Reading: Inside Out & Back Again by Thanhha Lai

Inside Out & Back Again is a story I was assigned to read about a girl named Ha who is forced to flee Saigon with her family when the Vietnam war hits close to home and has live in America with a host family from Alabama.  Ha has a hard time adjusting to her new home in America.  At school, Ha struggles with learning English and is victimized by her fellow peers as uneducated because of her language struggles.  During lunch, Ha observes the strangeness of American food - more specifically the ketchup and mustard on her plate.  Ha's family is taken to church and baptized, their heads splashed with cold water but never are their new beliefs explained to them and leave Ha feeling confused. 

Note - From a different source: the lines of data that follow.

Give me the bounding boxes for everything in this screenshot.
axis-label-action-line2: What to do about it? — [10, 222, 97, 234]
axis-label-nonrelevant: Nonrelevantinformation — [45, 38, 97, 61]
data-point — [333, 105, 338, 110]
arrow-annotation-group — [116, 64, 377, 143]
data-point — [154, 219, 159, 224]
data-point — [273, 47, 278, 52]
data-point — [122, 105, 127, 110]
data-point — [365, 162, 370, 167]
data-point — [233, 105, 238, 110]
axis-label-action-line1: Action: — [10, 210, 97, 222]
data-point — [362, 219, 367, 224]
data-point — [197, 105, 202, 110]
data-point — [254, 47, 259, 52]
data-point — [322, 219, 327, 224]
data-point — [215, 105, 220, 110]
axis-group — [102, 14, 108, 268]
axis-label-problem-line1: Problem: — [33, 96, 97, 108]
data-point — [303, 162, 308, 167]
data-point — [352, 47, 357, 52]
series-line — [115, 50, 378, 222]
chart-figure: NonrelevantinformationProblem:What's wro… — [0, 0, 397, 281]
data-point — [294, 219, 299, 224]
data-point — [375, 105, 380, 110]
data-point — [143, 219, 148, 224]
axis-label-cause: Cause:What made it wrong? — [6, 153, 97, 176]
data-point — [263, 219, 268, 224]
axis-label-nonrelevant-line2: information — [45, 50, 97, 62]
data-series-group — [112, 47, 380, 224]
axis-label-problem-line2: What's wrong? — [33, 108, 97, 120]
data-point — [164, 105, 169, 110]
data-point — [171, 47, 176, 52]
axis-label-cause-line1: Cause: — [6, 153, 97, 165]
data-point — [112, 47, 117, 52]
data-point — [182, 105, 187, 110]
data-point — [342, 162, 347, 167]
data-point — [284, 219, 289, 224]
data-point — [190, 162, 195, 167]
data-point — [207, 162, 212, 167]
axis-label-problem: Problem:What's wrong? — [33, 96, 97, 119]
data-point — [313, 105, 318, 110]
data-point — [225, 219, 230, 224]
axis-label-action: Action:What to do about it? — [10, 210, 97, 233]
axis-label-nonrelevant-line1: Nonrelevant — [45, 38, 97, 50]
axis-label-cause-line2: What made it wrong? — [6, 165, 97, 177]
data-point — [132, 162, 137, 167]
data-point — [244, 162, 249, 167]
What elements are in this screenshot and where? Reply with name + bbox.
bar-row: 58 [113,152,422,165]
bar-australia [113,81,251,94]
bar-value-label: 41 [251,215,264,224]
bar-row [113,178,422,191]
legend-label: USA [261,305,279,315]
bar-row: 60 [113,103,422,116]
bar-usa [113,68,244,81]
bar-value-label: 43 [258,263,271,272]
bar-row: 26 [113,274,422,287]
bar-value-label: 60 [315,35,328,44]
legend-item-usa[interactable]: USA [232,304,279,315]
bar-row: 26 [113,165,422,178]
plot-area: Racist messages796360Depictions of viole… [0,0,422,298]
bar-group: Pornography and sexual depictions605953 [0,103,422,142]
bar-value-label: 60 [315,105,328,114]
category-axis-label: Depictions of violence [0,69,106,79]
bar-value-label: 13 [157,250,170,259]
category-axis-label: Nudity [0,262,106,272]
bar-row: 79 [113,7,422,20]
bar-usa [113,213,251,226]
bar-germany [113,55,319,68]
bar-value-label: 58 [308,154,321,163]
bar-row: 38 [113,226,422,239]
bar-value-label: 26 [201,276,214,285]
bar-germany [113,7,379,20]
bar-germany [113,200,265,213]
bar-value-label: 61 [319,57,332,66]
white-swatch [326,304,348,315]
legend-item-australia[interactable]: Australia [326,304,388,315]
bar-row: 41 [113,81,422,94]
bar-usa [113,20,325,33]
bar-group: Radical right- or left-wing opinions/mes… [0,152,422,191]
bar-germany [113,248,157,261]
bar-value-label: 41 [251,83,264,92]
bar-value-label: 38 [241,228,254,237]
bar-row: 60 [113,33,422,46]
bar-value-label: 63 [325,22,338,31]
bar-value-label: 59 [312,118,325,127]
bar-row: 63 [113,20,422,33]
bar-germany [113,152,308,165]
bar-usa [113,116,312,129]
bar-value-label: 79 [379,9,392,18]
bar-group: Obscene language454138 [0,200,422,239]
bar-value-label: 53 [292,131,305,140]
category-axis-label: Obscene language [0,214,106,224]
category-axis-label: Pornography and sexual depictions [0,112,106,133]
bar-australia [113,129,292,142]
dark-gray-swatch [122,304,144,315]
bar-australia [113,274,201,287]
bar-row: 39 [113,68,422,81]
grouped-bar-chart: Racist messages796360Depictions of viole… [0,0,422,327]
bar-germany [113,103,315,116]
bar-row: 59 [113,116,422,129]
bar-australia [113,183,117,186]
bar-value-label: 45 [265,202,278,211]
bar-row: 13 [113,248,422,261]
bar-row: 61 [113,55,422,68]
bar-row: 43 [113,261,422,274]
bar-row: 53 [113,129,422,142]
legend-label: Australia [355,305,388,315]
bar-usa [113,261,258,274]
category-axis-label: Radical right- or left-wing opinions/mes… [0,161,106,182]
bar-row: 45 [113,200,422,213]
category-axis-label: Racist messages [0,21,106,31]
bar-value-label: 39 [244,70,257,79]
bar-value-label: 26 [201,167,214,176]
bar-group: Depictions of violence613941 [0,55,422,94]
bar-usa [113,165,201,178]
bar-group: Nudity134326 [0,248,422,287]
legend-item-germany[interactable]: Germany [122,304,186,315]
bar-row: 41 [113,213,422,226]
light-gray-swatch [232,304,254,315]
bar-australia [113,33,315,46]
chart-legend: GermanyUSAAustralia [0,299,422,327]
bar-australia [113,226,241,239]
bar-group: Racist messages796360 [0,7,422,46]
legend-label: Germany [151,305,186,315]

The book is written in the style of poetry verse, making it a very quick and easy read (although, this depends on how you read the book - I read it just as if I was reading a novel while some read the book as a poem and this therefore would make the reading much longer). 

This book was on my list as one of the worst I read in 2012.  While I generally thought the book was an enjoyable read, it was forgettable.  This could be because I read it so quickly or it could be another factor I am not thinking of.  Thank heavens for the notes I took, otherwise I would completely be stuck with this review.  Moving away from that though, the book really appealed to me because it did a very good job at portraying the immigrant experience.  It also emphasizes that your learning experiences aren't always in a school.  I did not like, however, the main character Ha very much at times.  She complained A LOT, almost to the point where I wondered how readers would sympathize if this was an American child complaining.  Truthfully, I don't think readers (at least on an academic level) would sympathize with an American child complaining about the things Ha was complaining about.  Of course the book isn't about that; it is about sympathizing with Ha's experience as a young immigrant but that doesn't excuse her from being a brat.  I will give this book 3 out of 5 stars.  It was good but forgettable.